In a sign that broadcasts like Mr. Limbaugh’s could play a role in the November outcome, Edison Media Research and Mitofsky International, the firms that conduct exit polls on behalf of the television networks and The Associated Press, asked voters in this week’s primaries in Virginia and Maryland whether they were frequent listeners of conservative talk radio. About one in three said they were.

Hearing voices
And yet the results in those states suggest that at least some of those listeners do not share Mr. Limbaugh’s concerns about Mr. McCain: though former Gov. Mike Huckabee of Arkansas was the most popular candidate among frequent listeners of conservative talk radio in Virginia, Mr. McCain won a plurality of them in Maryland.

Reached Thursday, the McCain campaign’s communications director, Jill Hazelbaker, said she had no comment on Mr. Limbaugh’s criticisms. But the senator’s supporters are concerned enough about where Mr. Limbaugh is leaning that former Senator Phil Gramm of Texas telephoned the commentator privately late last month from the international economic conference in Davos, Switzerland, to preach Mr. McCain’s virtues, Mr. Limbaugh said.

What people in the mainstream media — which Mr. Limbaugh refers to as the “drive-by media”— do not realize, he said, is that he is less concerned with being viewed as a national precinct captain who can deliver blocs of votes, or someone with the power perhaps to scuttle a presidential campaign, than with being seen as a broadcaster who can hold a huge audience.

In for the long haul
And purely as a broadcaster, he said, it will not make much difference whether Mr. McCain, Mr. Obama or Mrs. Clinton wins.

“Regardless of who’s elected, there are always going to be liberals who are trying to impose liberalism on the country,” he said. “That means I’m going to be opposing it. It doesn’t matter if they’re in the White House or Congress. They’re always there.”

Asked if having Mrs. Clinton return to the White House would not provide him with maximum fodder, given how much of it he found in the impeachment of her husband, Mr. Limbaugh said no.

By the same token, if Mr. McCain lost, could Mr. Limbaugh not fill any number of hours on the radio by telling his Republican brethren, “I told you so”?

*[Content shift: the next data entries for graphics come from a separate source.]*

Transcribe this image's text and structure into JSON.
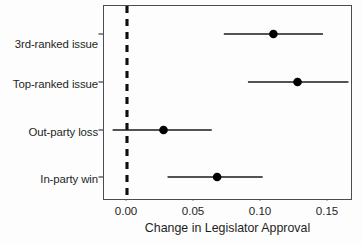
{
  "chart_data": {
    "type": "scatter",
    "title": "",
    "subtitle": "",
    "xlabel": "Change in Legislator Approval",
    "ylabel": "",
    "xlim": [
      -0.0172,
      0.1685
    ],
    "xticks": [
      0.0,
      0.05,
      0.1,
      0.15
    ],
    "xtick_labels": [
      "0.00",
      "0.05",
      "0.10",
      "0.15"
    ],
    "grid": false,
    "legend": null,
    "reference_line": {
      "orientation": "vertical",
      "value": 0.0,
      "style": "dashed",
      "color": "#000000"
    },
    "categories": [
      "3rd-ranked issue",
      "Top-ranked issue",
      "Out-party loss",
      "In-party win"
    ],
    "series": [
      {
        "name": "Change in Legislator Approval",
        "marker": "filled-circle",
        "color": "#000000",
        "points": [
          {
            "category": "3rd-ranked issue",
            "estimate": 0.11,
            "ci_low": 0.073,
            "ci_high": 0.147
          },
          {
            "category": "Top-ranked issue",
            "estimate": 0.128,
            "ci_low": 0.091,
            "ci_high": 0.166
          },
          {
            "category": "Out-party loss",
            "estimate": 0.028,
            "ci_low": -0.01,
            "ci_high": 0.064
          },
          {
            "category": "In-party win",
            "estimate": 0.068,
            "ci_low": 0.031,
            "ci_high": 0.102
          }
        ]
      }
    ],
    "values": [
      0.11,
      0.128,
      0.028,
      0.068
    ],
    "ci_low": [
      0.073,
      0.091,
      -0.01,
      0.031
    ],
    "ci_high": [
      0.147,
      0.166,
      0.064,
      0.102
    ]
  },
  "axes": {
    "x_title": "Change in Legislator Approval",
    "x_tick_0": "0.00",
    "x_tick_1": "0.05",
    "x_tick_2": "0.10",
    "x_tick_3": "0.15",
    "y_tick_0": "3rd-ranked issue",
    "y_tick_1": "Top-ranked issue",
    "y_tick_2": "Out-party loss",
    "y_tick_3": "In-party win"
  },
  "colors": {
    "marker": "#000000",
    "line": "#1a1a1a",
    "frame": "#4d4d4d",
    "reference": "#000000",
    "background": "#fdfdfd",
    "text": "#1f1f1f"
  }
}
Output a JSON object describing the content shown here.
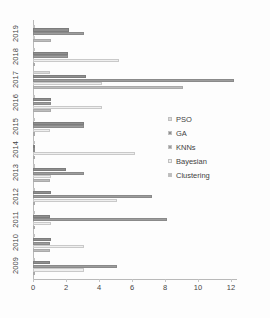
{
  "chart_data": {
    "type": "bar",
    "orientation": "horizontal",
    "title": "",
    "subtitle": "",
    "xlabel": "",
    "ylabel": "",
    "xlim": [
      0,
      12
    ],
    "ylim": null,
    "grid": false,
    "legend_position": "center-right",
    "xticks": [
      0,
      2,
      4,
      6,
      8,
      10,
      12
    ],
    "xtick_labels": [
      "0",
      "2",
      "4",
      "6",
      "8",
      "10",
      "12"
    ],
    "categories": [
      "2019",
      "2018",
      "2017",
      "2016",
      "2015",
      "2014",
      "2013",
      "2012",
      "2011",
      "2010",
      "2009"
    ],
    "series": [
      {
        "name": "PSO",
        "color": "#d9d9d9",
        "values": [
          0,
          0,
          1.0,
          0,
          0,
          0,
          0,
          0,
          0,
          0,
          0
        ]
      },
      {
        "name": "GA",
        "color": "#8f8f8f",
        "values": [
          2.2,
          2.1,
          3.2,
          1.1,
          3.1,
          0.05,
          2.0,
          1.1,
          1.0,
          1.1,
          1.0
        ]
      },
      {
        "name": "KNNs",
        "color": "#9d9d9d",
        "values": [
          3.1,
          2.1,
          12.2,
          1.1,
          3.1,
          0.05,
          3.1,
          7.2,
          8.1,
          1.0,
          5.1
        ]
      },
      {
        "name": "Bayesian",
        "color": "#efefef",
        "values": [
          0,
          5.2,
          4.2,
          4.2,
          1.0,
          6.2,
          1.1,
          5.1,
          1.1,
          3.1,
          3.1
        ]
      },
      {
        "name": "Clustering",
        "color": "#bdbdbd",
        "values": [
          1.1,
          0,
          9.1,
          1.1,
          0,
          0,
          1.0,
          0.05,
          0.05,
          1.0,
          0.05
        ]
      }
    ]
  },
  "legend": {
    "items": [
      {
        "label": "PSO",
        "color": "#d9d9d9"
      },
      {
        "label": "GA",
        "color": "#8f8f8f"
      },
      {
        "label": "KNNs",
        "color": "#9d9d9d"
      },
      {
        "label": "Bayesian",
        "color": "#efefef"
      },
      {
        "label": "Clustering",
        "color": "#bdbdbd"
      }
    ]
  }
}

“Honestly, I don’t look at it that way,” he said. “If I were to look at it that way, then I’d be admitting that the entertainment quality of the program or the content in general is dependent on others. And it’s up to me. People listen to this program for me.”

If he has his way, they will not have to give up their habit any time soon. Mr. Limbaugh, who owns more than 50 percent of his show, signed his current contract with his syndicator, Clear Channel, in 2002. That contract, believed to be valued at nearly $300 million, is due to expire in May 2009.

“I have no intention of stopping,” the 57-year-old Mr. Limbaugh said. “I am having as much fun and deriving as much enjoyment out of this today as I ever have.”

Marjorie Connelly contributed reporting.